I was near the West Virginia border and several hours into l'âme est sans retenue 1 when it dawned on me my college experiences in Athens, almost 40 years ago, had been crucial in setting the stage for expanding how I "heard" and my want to listen to compositions such as l'âme est sans retenue 1 that I was at that moment experiencing on my drive leading me back to Athens and, as Yuko said, "conjuring a tranquil flow of time". Also, there's something within this particular listening experience that makes contemplation and reflection link together. Maybe it's the evolving nature of such lengthy duration that allows you to settle in so deeply. I made another connection back to my college days to a Musician magazine article from the early '80s about composer Maryanne Amacher's "City-Links" series. Amacher described City-Links as a way to "involve the sounding resources of 2 or more remote locations (cities or locations within a city): through electronic links music is composed, at spaces distant from each other, together in time." The distribution channels of several of the works of the City-Links series were radio stations, which broadcasted the sounds, recorded in public space and mixed by Amacher in a studio, back into the various ways in which people were listening to the program. I considered the way I was listening to l'âme est sans retenue 1 at that very moment....via electronic file originally sent to me via file transfer by Jon, uploaded to iTunes which was now being received via internet on my iPhone. A bit of a technological evolution from the City-Links concept of almost 40 years ago. another Yuko thought came back to me:
"The clarity and the whiteness of silence are consistently striking, heightening our sensitivity and emerging as the essential quality of this piece. As the music gradually evolves, the power relation between sounds and silence seems to invert. Sound sections become opaque and meditative as the silence seeps into our brains, slowly expanding their white presence in our mind. This sense of inversion between sound and silence is surreal – as if our inner worlds were gradually emerging onto the surface of reality."
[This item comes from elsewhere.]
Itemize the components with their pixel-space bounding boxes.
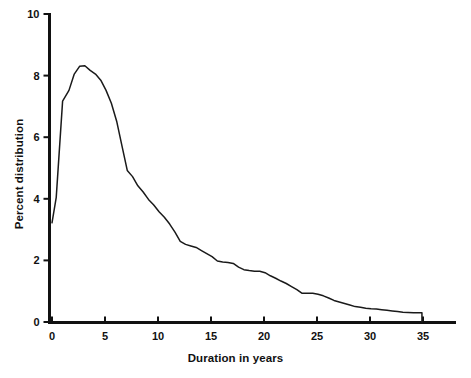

After almost six hours into the trip I found myself not wanting this days journey to end. I'd enjoyed the "three dimensional feel of space", to quote Yuko, both from the sound source as well as the effect it had on my observations of the world around me. I took keen notice of changing cloud patterns, sun and shadow, shifting topography through the Appalachians and the passing variety of landscapes. Everything seemed to be working together. The composition had transitioned to a peaceful tidelike ebb and flow and away from anything resembling competition between "sound" and "silence". Another Yuko quote:
"Even though there were almost no obvious tonal music or melodies here, in several spots during the six hours, I felt as if I were hearing a hint of distant music—like a faint echo of some distant orchestral music lingering in the wind—which must have been actually emanating from the mixture of fragments of field recordings. Each time this occurred was such a breathtaking moment—a translucent mirage of warm scenery suddenly formed in our auditory sensation – just like the images of still lives in the Italian painter Giorgio Morandi’s watercolor paintings sometimes start to seem like nostalgic landscapes of autumn villages."
Upon arriving in Athens I stopped the car and removed my headphones. I thought about another facebook comment I saw about this piece: "It's incredible. Like learning how to hear." Call it personal nostalgia or good timing, but I felt like this composition was a catalyst in framing almost 40 years of listening experiences for me geared towards my decades long search of learning how to hear. The influence of this days listen returned me to this physical place in Southeastern Ohio that was instrumental in starting my lifelong listening journey and left me with a sense that maybe I'll get 40 or so more years to keep at it.